Mamour Fall, the founder of accounting firm Garecgo, which has been responsible for the management of this network since 2004, estimates that Tatas account for 50% of transport in Dakar. Unlike fast buses or unofficial taxis, they offer journeys from point A to point B at fixed prices, ranging from CFA150 to CFA650 ($1.08) depending on the distance covered, he explains.

The AFTU network currently comprises 2,300 minibuses carrying more than a million passengers a day on 72 routes in Dakar. Fourteen economic interest groupings (EIGs) are responsible for the network, working closely with the Ministries of Transport and Finance and with the Dakar Urban Transport Authority (CETUD). Dakar’s Bus Rapid Transit (BRT) scheme – whose inauguration, scheduled for the end of the year, could be postponed once again – will have a capacity of 300,000 people a day.

Owner-operators

Most of the city’s traffic links the suburbs of Dakar to the city centre, and for the past 10 years, AFTU has also been running 450 buses in the country’s regional capitals, including Saint-Louis, Thiès, Ziguinchor and Kaolack.

“AFTU is the result of a programme launched in the early 2000s by the Senegalese government, with the support of the World Bank, to modernise the capital’s transport sector,” explains Fall. The organisation owes its nickname of “Tata” to its inaugural order of 505 buses from the Indian manufacturer of the same name.

Since its creation, it has enabled more than 2,000 transport operators to become owners of one of the network’s buses. “We offer them a five-year leasing contract to buy a new bus, for which they pay a deposit,” explains Fall.

Scrappage scheme

“The state also pays drivers who join the network a scrappage premium of between CFA1m and CFA2.5m ($4,157) in exchange for their old vehicles, which are often polluting and substandard, such as the fast buses or the Ndiaga Ndiaye [other small public buses], which are then scrapped by merchants with whom the state has signed contracts,” continues the accountancy manager, who would like to have a fleet of more than 3,000 buses, which he believes would cover the needs of the area.

For Abhishek Singh, managing director of Tata Motors Senegal, which provides after-sales service for the 1,500 or so buses ordered by AFTU since 2004, the organisation is “an example in the sub-region”. In particular, he praises the “good governance” of the transport association, which has just placed an order for 400 new buses – for CFA24.5m ($40,739) per vehicle – to rejuvenate its fleet.

“I don’t know many transport operators who can produce balance sheets for their last three years of operation,” he says, before emphasising the network’s collaboration with the government, “particularly on ticket prices”.
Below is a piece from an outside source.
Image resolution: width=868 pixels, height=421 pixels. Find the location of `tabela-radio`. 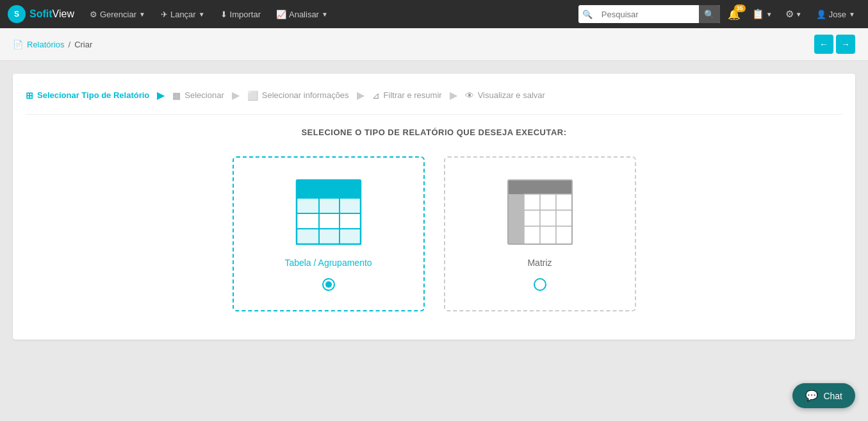

tabela-radio is located at coordinates (329, 285).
Formalisation of the sector

The Indian giant, which is now well established in Senegal, with a large workshop in Pikine, is no longer AFTU’s only supplier. The organisation recently raised CFA25bn ($41.5m) from three banks, allowing it to order 500 more buses from rival companies – possibly Ashok Leyland or King Land, with whom it has done business in the past. All vehicles are purchased in kit form and then assembled in Thiès, in an assembly plant owned by Senbus.

But over the next few years, AFTU will have another major task ahead of it: to encourage the formalisation of midsize enterprises (MSEs) in the transport sector, which is still largely informal. “We are working with CETUD to ensure MSEs are genuine employers in good standing, and with social security,” says Fall. While they do have valid driving licences, only 5% of AFTU members are fully regulated professionals.

Fall is also hoping for better regulation by the authorities and criticises the fact that the streets of the Senegalese capital are still largely used by vehicles such as express coaches, some of which are not registered in Dakar and therefore shouldn’t be operating in the city.



This entry was posted on Thursday, November 23rd, 2023 at 10:41 am and is filed under Senegal.  You can follow any responses to this entry through the RSS 2.0 feed.  Both comments and pings are currently closed.